In May, the authority board awarded a $150,000 contract to Michael Baker Corp. to study the feasibility of creating a stormwater "district" or "authority."
The entity would manage stormwater for the city, if not the region, and give businesses financial incentives to use green roofs, permeable pavement and other measures to control runoff, said city Councilman Patrick Dowd, a water and sewer authority board member.
Mr. Dowd said the impetus for the study was two-fold: requirements that municipalities reduce sewage and stormwater runoff and the recognition that the built-up urban environment is contributing heavily to runoff.
The stormwater management authority could be a new entity, or the responsibilities could be assigned to an existing government, such as the water and sewer authority or city.
In 1999, the Philadelphia Water Department added an "Office of Watersheds" to address stormwater management, and Mr. Dowd and others said that's one model to consider.

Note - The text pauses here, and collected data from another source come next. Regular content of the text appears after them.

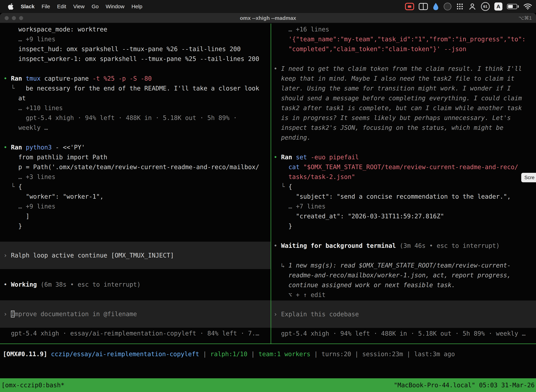  Describe the element at coordinates (392, 118) in the screenshot. I see `terminal-text: is in progress? It seems likely but perh…` at that location.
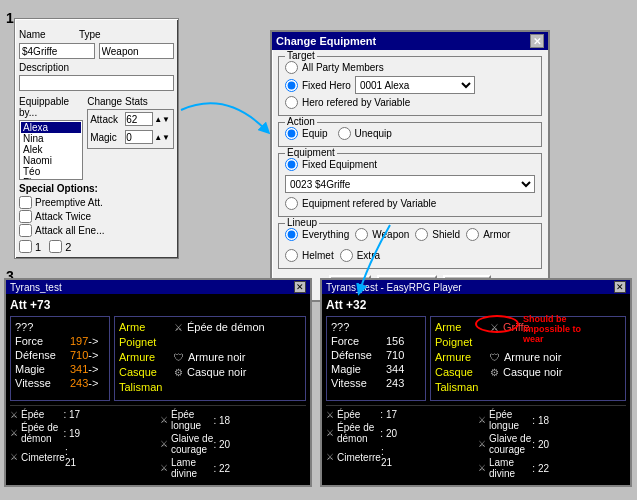  I want to click on weapon-name: Épée longue, so click(510, 420).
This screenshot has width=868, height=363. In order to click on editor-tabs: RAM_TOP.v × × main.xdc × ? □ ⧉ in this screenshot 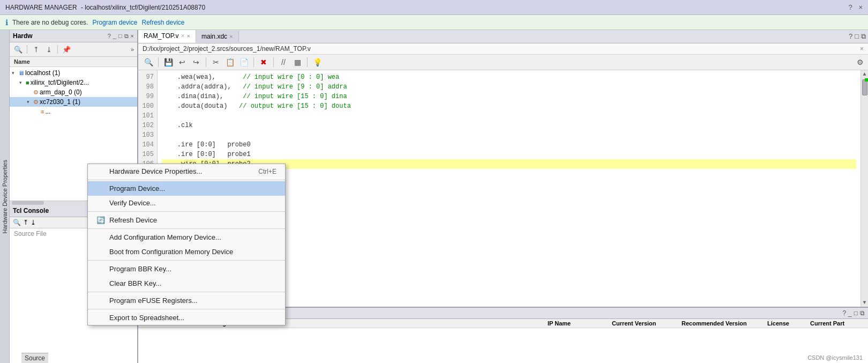, I will do `click(503, 36)`.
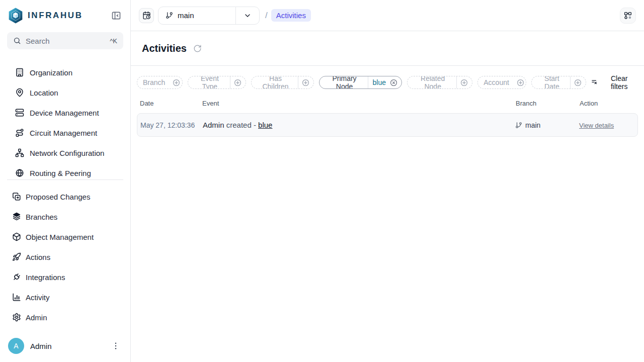 The height and width of the screenshot is (362, 644). What do you see at coordinates (63, 133) in the screenshot?
I see `sidebar-item-label: Circuit Management` at bounding box center [63, 133].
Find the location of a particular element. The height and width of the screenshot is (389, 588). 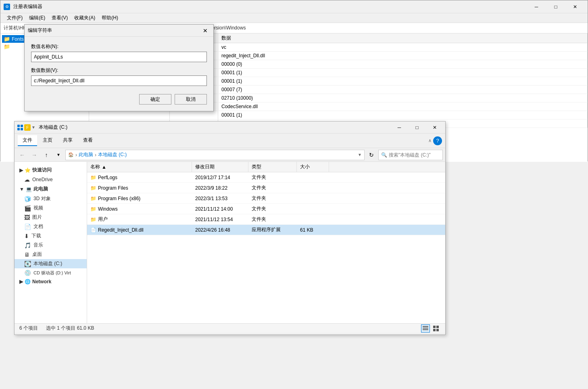

search-input is located at coordinates (415, 155).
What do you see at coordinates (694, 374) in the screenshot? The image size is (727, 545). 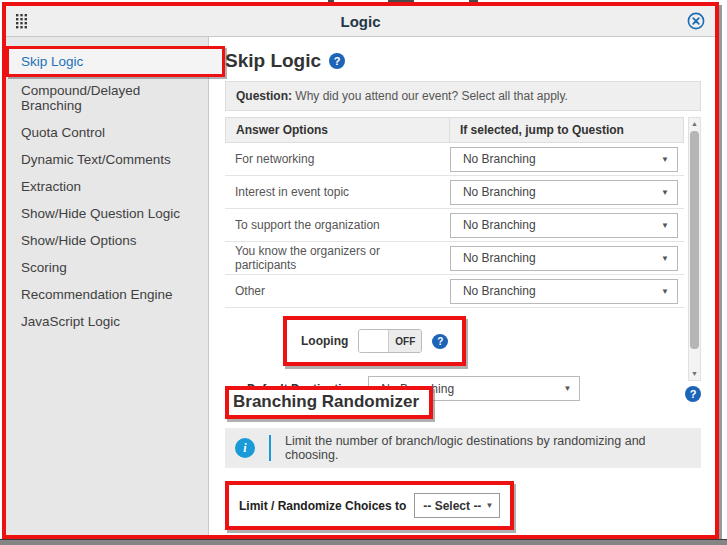 I see `scroll-down-icon: ▼` at bounding box center [694, 374].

"If you look around the country, where there's success in dealing with these issues, there is generally a stormwater utility involved," said John Schombert, executive director of 3 Rivers Wet Weather, a nonprofit that helps municipalities deal with sewage and stormwater runoff.
In his first extensive remarks since the flash flood, Mayor Luke Ravenstahl on Tuesday said he was "devastated" by the deaths and vowed to make Washington Boulevard safer, short-term and long-term.
Mr. Ravenstahl said the city already is planning for heavy rains Hurricane Irene might bring to Pittsburgh later this week and stressed that officials will err on the side of caution. If that means closing a road prematurely or unnecessarily, he said, so be it.
"Certainly, we're all devastated by the tragic events that took place on Washington Boulevard. ... It's our goal now, collectively, to find answers. There are still many questions that are unanswered at this point," he said.
Mr. Ravenstahl declined to speculate on the causes of the flash flood, which the water and sewer authority and Allegheny County Sanitary Authority have blamed on the amount of rainfall, not the quality of their systems.
However, he said improvements -- a process for quickly closing the road during storms, road reconstruction, drainage upgrades or some combination of those things -- will be made.